Cooking for Dad Week

I'll be in Hope for the week, cooking and baking for my Dad's 94th birthday July 23. I'll check in to the blog and try to catch up with some of the questions from vacation three weeks ago but please don't count on me for immediate responses!

Bake fruit pies!

Comments

i'll be posting the whole menu with photos in sept!

What did you make for the birthday dinner?

Happy Birthday to your Dad, Rose, from Bonnie Scotland! Hope you all have a wonderful day. It's my friend/neighbour's birthday today too and I made Golden Grand Marnier cake with the chocolate glaze of course.

Wow - 94 and still a great appetite. I hope I'll be so lucky.

Zach

According to The Cake Bible, large tunnels are created by over mixing the batter, or baking in an oven that's too hot.

Hello!
Chocolate cake problem. Bakes nicely at 350. When I cut into it, the top caves in (creating an avalanche of crumbs because there is a tunnel/hole in the middle of the cake. Does anyone have any idea why this occuring? Suggestions to remedy? Thank you!

Our friend Denise, posing in between Dad and I. Her flan is so spectacular and consistent. Fragile and smooth, just enough hold to slice and serve. She claims is due to this pan she has been using for over 20 years. My recipe is based on hers, and that evening I was 2nd place. I NEVER make flan when Denise is around!!! Rose has a flan recipe in Rose's Melting Pot, I haven't tried yet, but reads similar to mine's. Rose quotes the benefits of using canned milk to the most possible creaminess. Also one of my Peruvian cookbooks quotes leaving the flan in the pan for 1 or 2 days in the refrigerator for maximum caramel release.

So who won the flan contest?

What a remarkable birthday!!! and thanks for sharing. Happy birthday to the man.

Here is the cake of my Dad when he turned 50, back in 1987. Also, picture of my family's flan contest in 2002: Dad with Josephine on the left, me in the middle.

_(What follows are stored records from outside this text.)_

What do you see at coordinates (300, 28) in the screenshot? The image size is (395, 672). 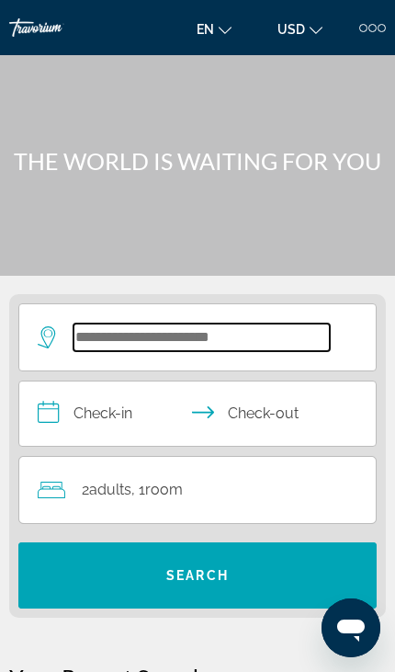 I see `button: Change currency` at bounding box center [300, 28]. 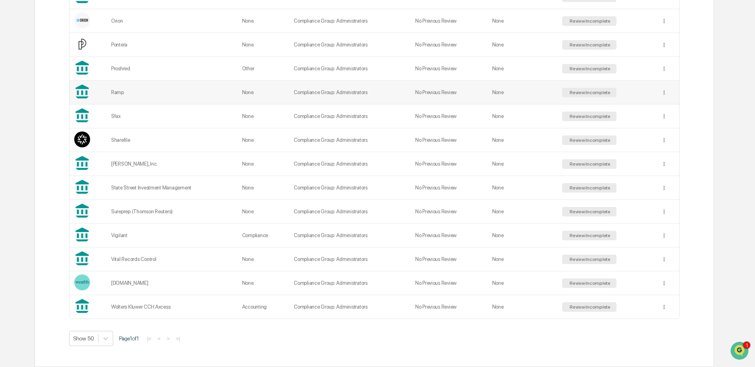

http://www.hectorwong.com/roselevy/Dad.html


I've been baking pies for years but a while back my brother(age 87) said his neighbor baked him a raisin pie and the crust tasted more like a cookie.(I make him pies often)I went to all recipes and several others and tried some and they are all crumbly and you can't cut the pie without it falling to pieces also hard to roll out.does anyone know a fool proof recipe like he is talking about?